Zimbabwe President
Robert Mugabe and the main opposition faced mounting pressure Tuesday
to end their feud over forming a unity government, ahead of a new
emergency African summit to tackle the crisis.
After 13 hours
of talks Monday with a regional security body, Mugabe and opposition
leader Morgan Tsvangirai remained deadlocked over who should control
the powerful home affairs ministry, which oversees the police.
They agreed
only to call for an urgent summit of the 15-member Southern African
Development Community (SADC), which is certain to pile pressure
on the rivals to stick to the unity
accord signed six weeks ago.
SADC's executive
secretary Tomaz Salomao told reporters during the night that the
summit could be held either in Harare or a neighbouring capital,
though it was unclear exactly when the leaders would gather.
Tsvangirai's
Movement for Democratic Change (MDC) warned that he would not attend
any summit outside the country unless the government gives him a
passport.
He has not had
a passport for months and must seek an emergency travel document
(ETD) each time he leaves the country. Tsvangirai boycotted a summit
last week in Swaziland in protest at delays in receiving his travel
papers.
"The passport
issue is the crudest form of lack of sincerity" by Mugabe,
MDC's chief negotiator Tendai Biti told reporters. "We will
not travel on an ETD. We want a passport."
The regional
bloc has tried for seven years to press Mugabe into a compromise
with Tsvangirai, but its members are deeply divided over Zimbabwe.
Some leaders
are strong allies of Mugabe, who is still respected as a liberation
hero, while others blame him for leading the country into economic
ruin, causing waves of migrants to cross its borders to seek work.
The power-sharing
deal brokered by former South African president Thabo Mebki had
been hailed as a success for so-called "quiet diplomacy,"
which avoided publicly condemning Mugabe for alleged human rights
abuses or economic woes.
But analysts
say the failure of Mugabe and Tsvangirai to agree even on cabinet
posts bodes ill for a unity government, even if SADC pressures them
into a deal.
"We don't
expect much from SADC if SADC does not flex its muscle and put pressure
on them to reach a compromise," said Lovemore Madhuku, of the
National Constitutional
Assembly pressure group.
"Both groups
are changing goal-posts and one wonders why they signed the agreement,"
he told AFP. "We are not very hopeful."
The summit
Monday was held by SADC's security organ -- its second meeting
in two weeks which failed to achieve any visible headway in reaching
a compromise.
The power-sharing
deal calls for 84-year-old Mugabe to remain as president while Tsvangirai
becomes prime minister.
But Mugabe has
refused to cede control of home affairs, which MDC says it should
hold to reassure its supporters who suffered political violence
during election campaigning this year.
Tsvangirai,
who won the first-round presidential race in March, pulled out of
a run-off in June and accused the ruling party of coordinating attacks
that left more than 100 of his supporters dead.
The current
political battle has crushed the hopes of ordinary Zimbabweans yearning
for an end to the turmoil.
Zimbabwe's economy
is in freefall with the world's highest inflation rate, estimated
at 231 million percent.
Once seen as
an African success story, Zimbabwe is now one of its failures with
more than 80 percent of its population plunged into poverty and
nearly half its people in need of international food aid.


Problem description
Without including the images, transcribe each record precisely as it appears below.

= = = =

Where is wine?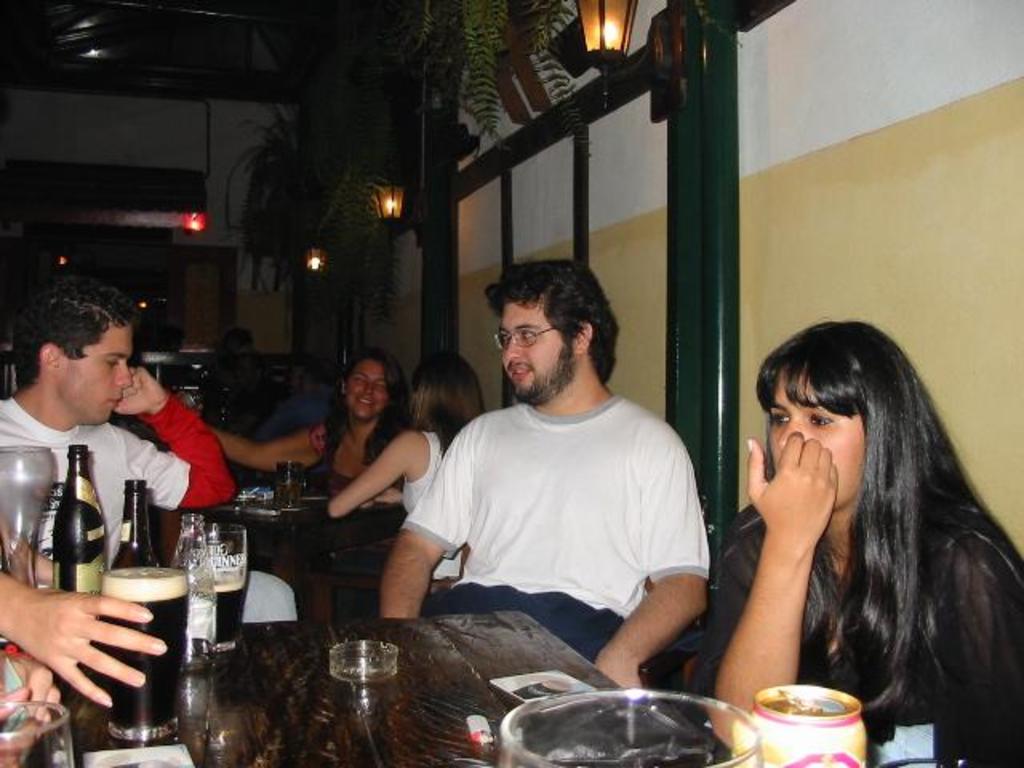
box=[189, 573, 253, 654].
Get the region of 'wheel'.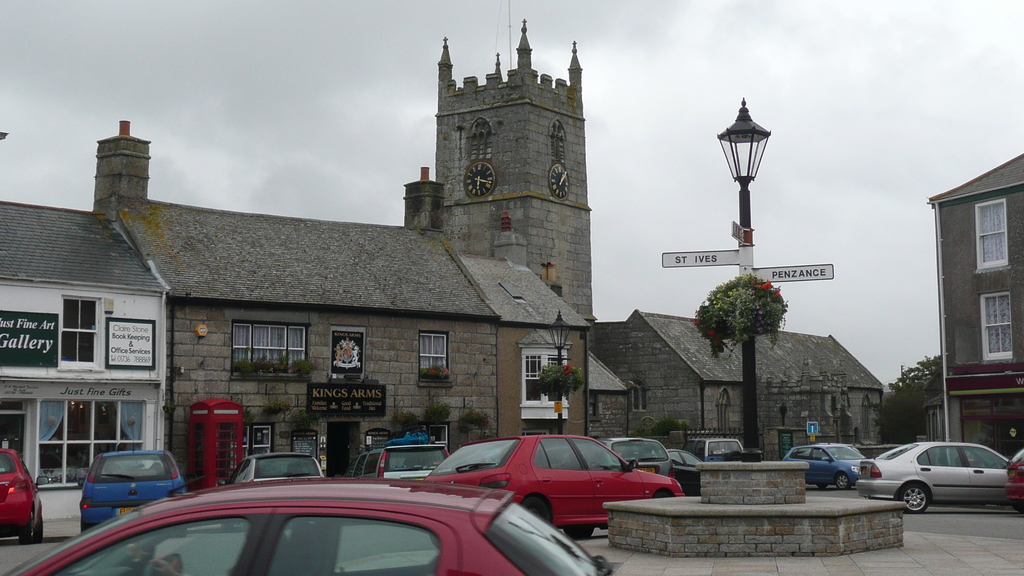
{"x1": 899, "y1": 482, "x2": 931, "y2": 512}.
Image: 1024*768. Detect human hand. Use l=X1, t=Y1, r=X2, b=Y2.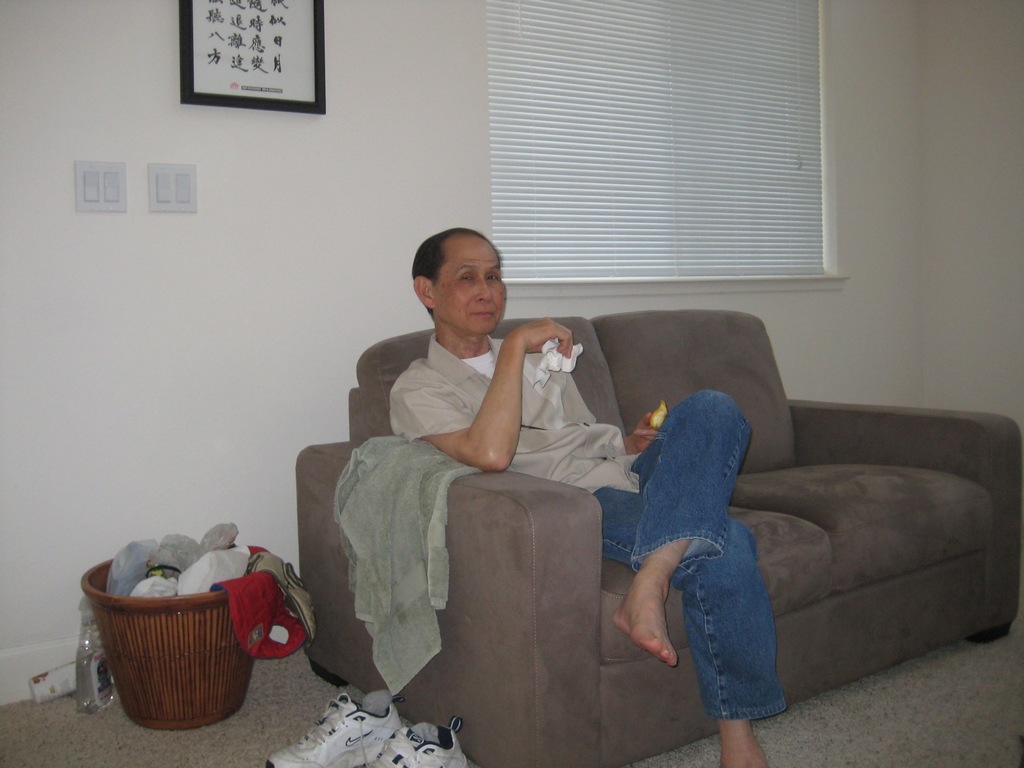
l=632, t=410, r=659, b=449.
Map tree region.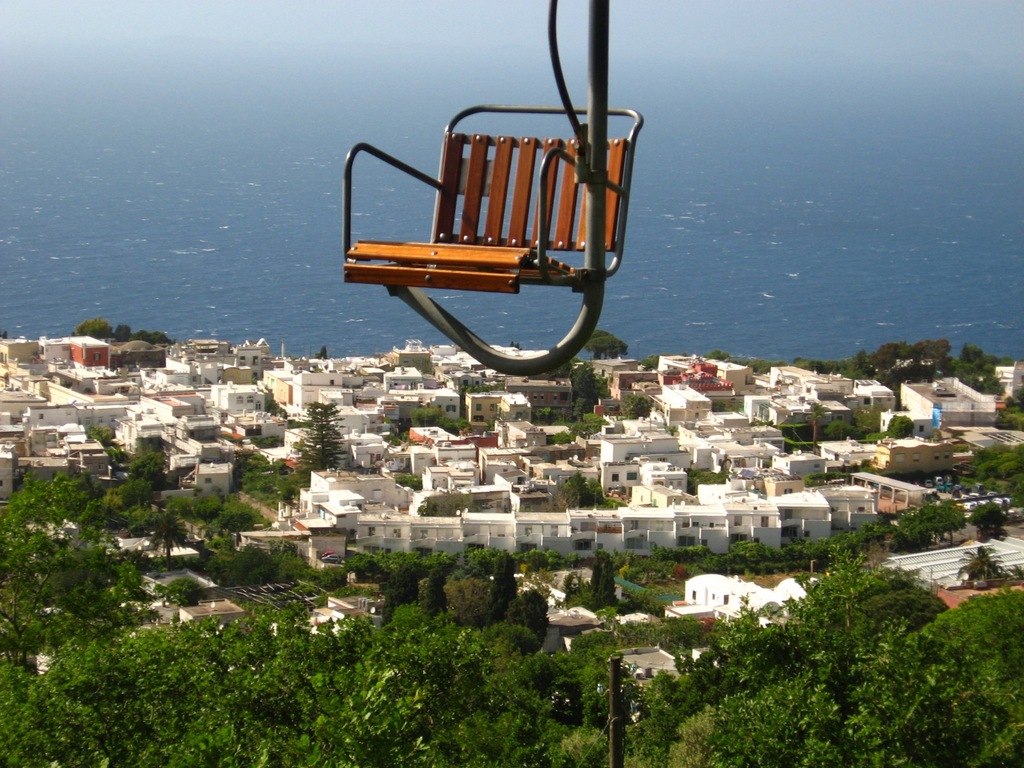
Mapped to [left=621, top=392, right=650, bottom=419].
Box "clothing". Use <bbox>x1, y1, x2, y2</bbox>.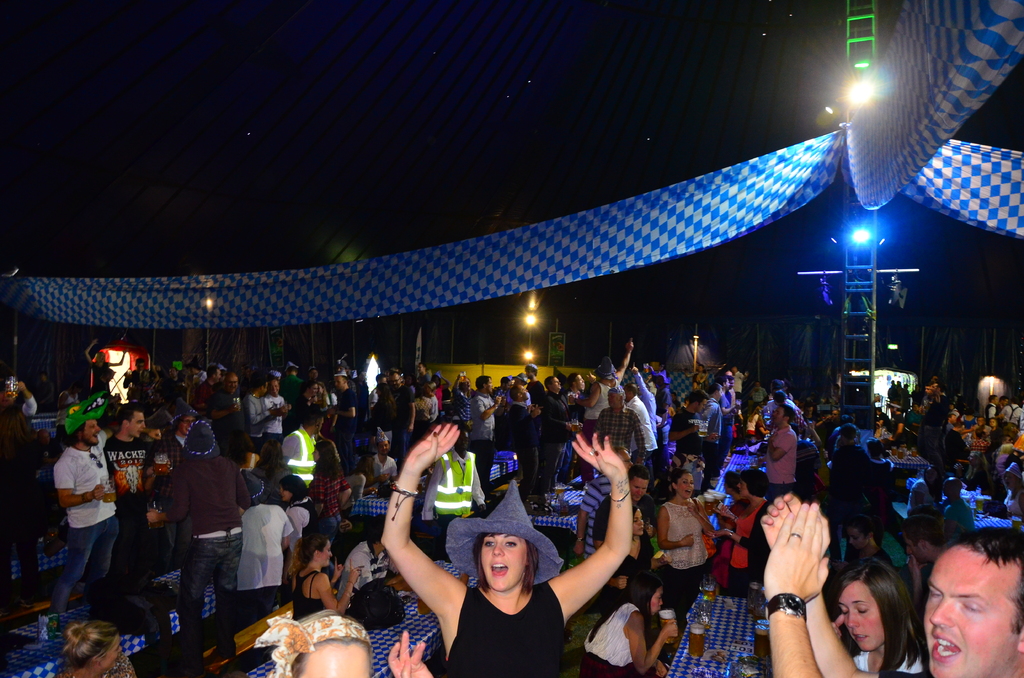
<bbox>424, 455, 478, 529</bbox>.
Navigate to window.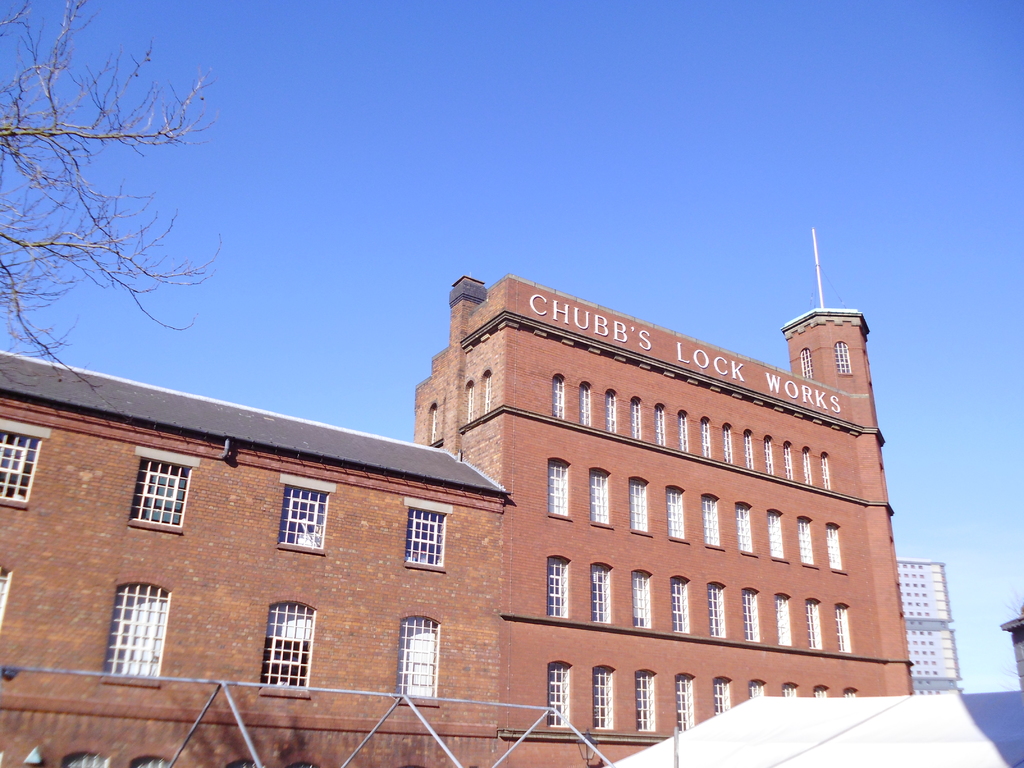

= = = =

Answer area
Where is wine?
box=[189, 573, 253, 654].
Get the region of 'wheel'.
{"x1": 899, "y1": 482, "x2": 931, "y2": 512}.
Image: 1024*768. Detect human hand. Use l=X1, t=Y1, r=X2, b=Y2.
l=632, t=410, r=659, b=449.
Map tree region.
Mapped to [left=621, top=392, right=650, bottom=419].
Box "clothing". Use <bbox>x1, y1, x2, y2</bbox>.
<bbox>424, 455, 478, 529</bbox>.
Navigate to window.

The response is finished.